Purpose
Depending on the country: the purpose, assembly, method and implementation of the group might vary. Universally the purpose of students' union or student government is to represent fellow students in some fashion.
In some cases students' unions are run by students, independent of the educational facility. The purpose of these organizations is to represent students both within the institution and externally, including on local and national issues. Students' unions are also responsible for providing a variety of services to students. Depending on the organization's makeup students can get involved in the union by becoming active in a committee, by attending councils and general meetings, or by becoming an elected officer.
Some students' unions are politicized bodies, and often serve as a training ground for aspiring politicians. The combination of the youthful enthusiasm of the various members, a general lack of serious consequences for decisions, and a student media that is itself often partisan, inexperienced, and under no financial pressure to slant coverage to please a broad readership encourages very vigorous campaigning, debate, and political gamesmanship. Students' unions generally have similar aims irrespective of the extent of politicization, usually focusing on providing students with facilities, support, and services.
Some students' unions often officially recognize and allocate an annual budget to other organizations on campus. In some institutions, postgraduate students are within the general students' unions, whereas in others they have their own Postgraduate Representative Body. In some cases, graduate students lack formal representation in student government.
Read more about this topic: Students' Union
Famous quotes containing the word purpose:
“Our policy is directed not against any country or doctrine, but against hunger, poverty, desperation and chaos. Its purpose should be the revival of a working economy in the world so as to permit the emergence of political and social conditions in which free institutions can exist.”
—George Marshall (18801959)
“A material resurrection seems strange and even absurd except for purposes of punishment, and all punishment which is to revenge rather than correct must be morally wrong, and when the World is at an end, what moral or warning purpose can eternal tortures answer?”
—George Gordon Noel Byron (17881824)
“A major misunderstanding of child rearing has been the idea that meeting a childs needs is an end in itself, for the purpose of the childs mental health. Mothers have not understood that this is but one step in social development, the goal of which is to help a child begin to consider others. As a result, they often have not considered their children but have instead allowed their childrens reality to take precedence, out of a fear of damaging them emotionally.”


Task objective —
Could you set down the records below exactly as they are, with no pictures?

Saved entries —
::::

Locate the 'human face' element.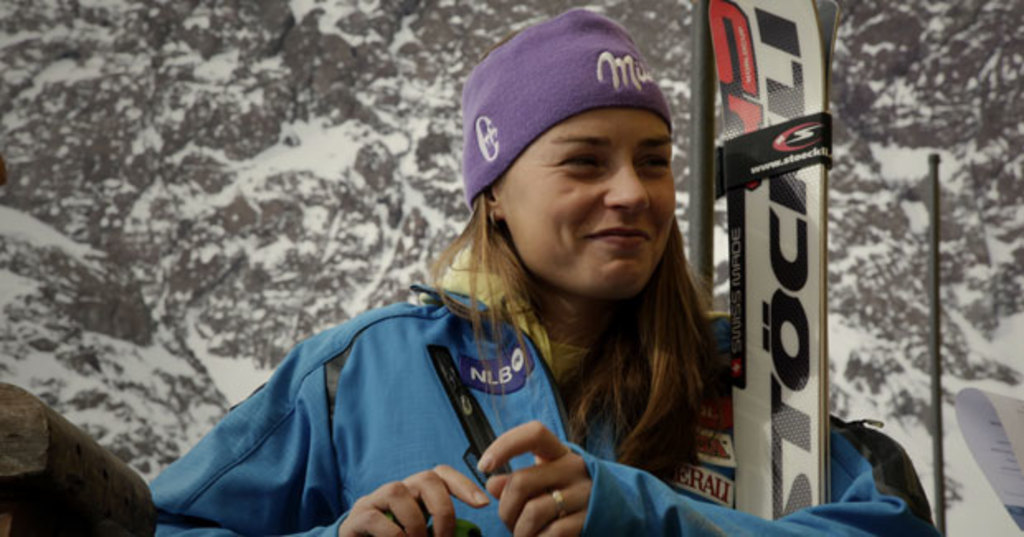
Element bbox: [504,111,674,292].
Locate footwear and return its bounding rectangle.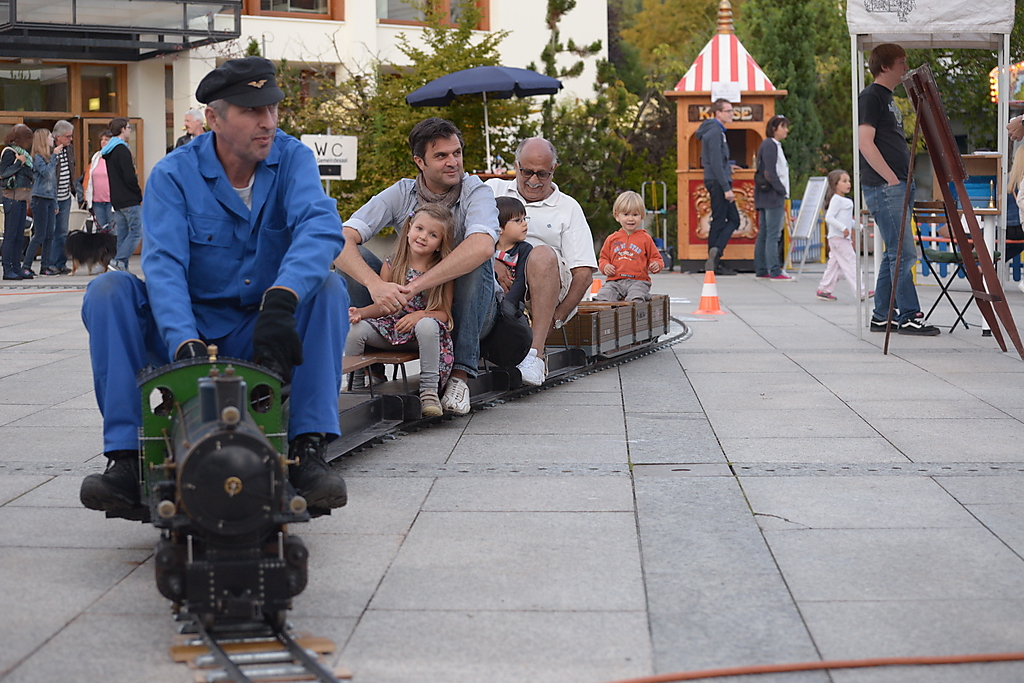
[422, 384, 448, 418].
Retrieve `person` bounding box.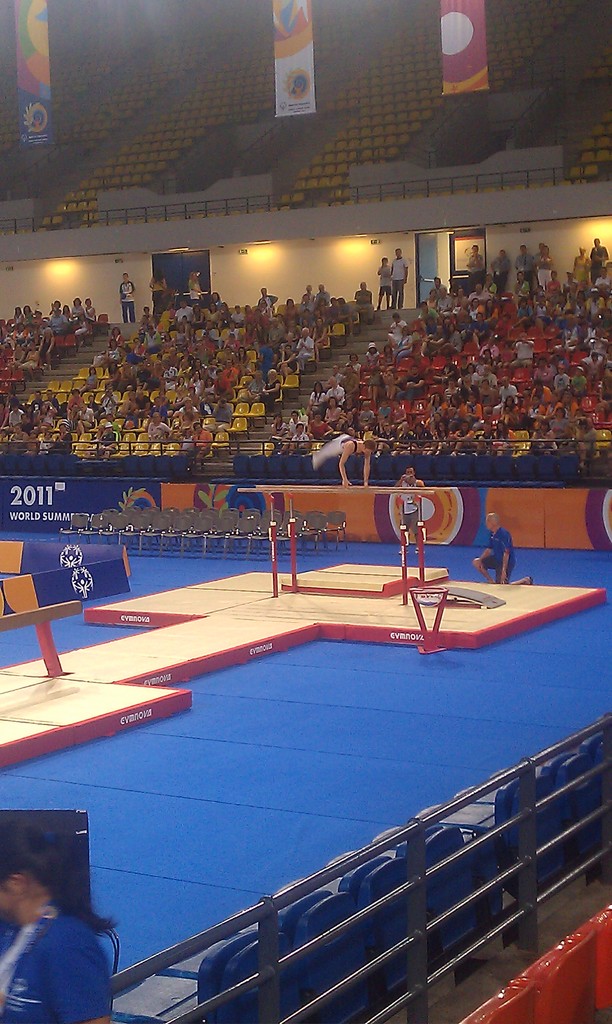
Bounding box: [x1=10, y1=344, x2=27, y2=376].
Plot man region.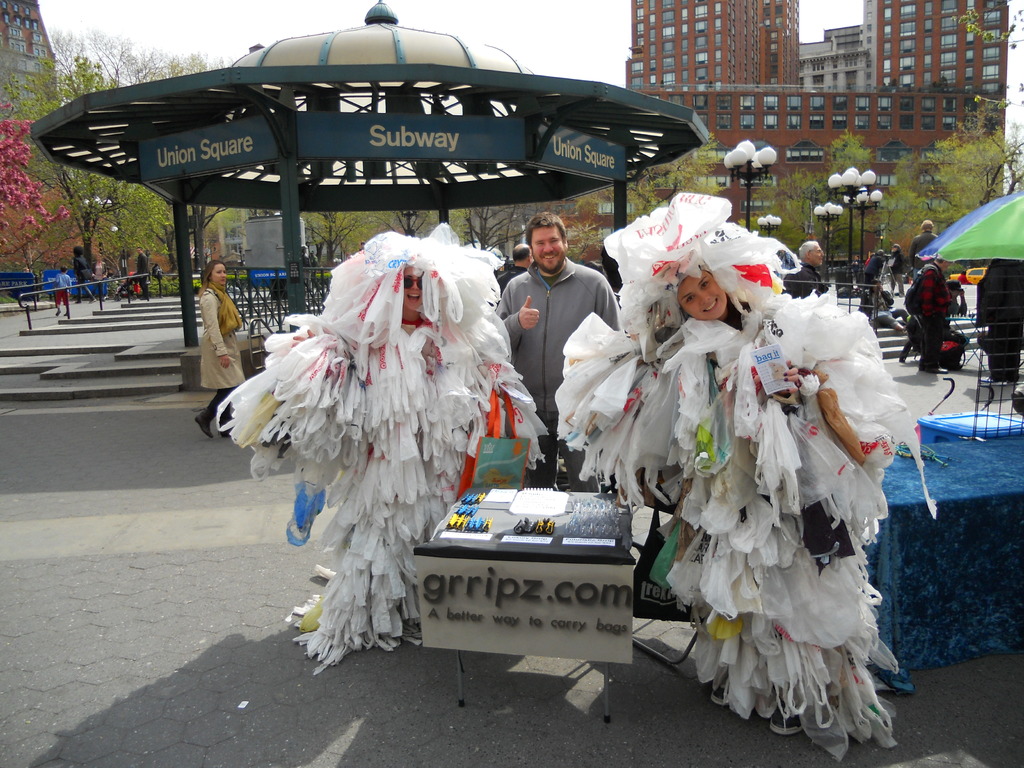
Plotted at bbox=(509, 210, 625, 464).
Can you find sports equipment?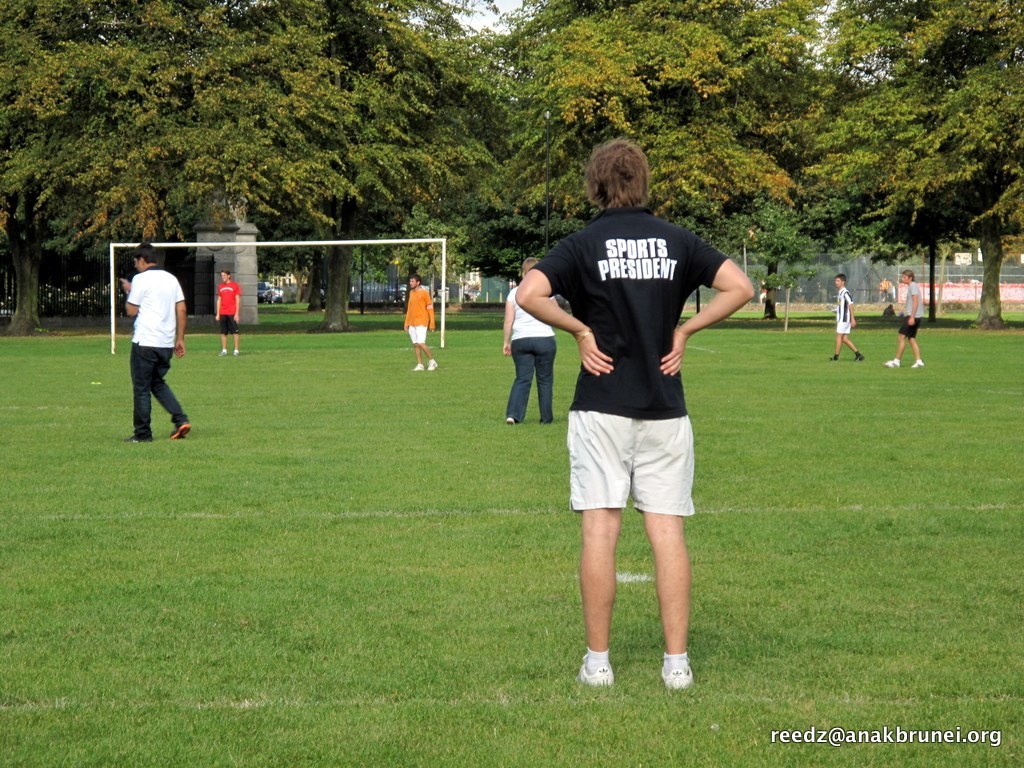
Yes, bounding box: 426/358/439/374.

::::

Exercise output —
Locate the 'human face' element.
Element bbox: [504,111,674,292].
Locate footwear and return its bounding rectangle.
[422, 384, 448, 418].
Retrieve `person` bounding box.
Bounding box: [x1=10, y1=344, x2=27, y2=376].
Plot man region.
Plotted at bbox=(509, 210, 625, 464).
Can you find sports equipment?
Yes, bounding box: 426/358/439/374.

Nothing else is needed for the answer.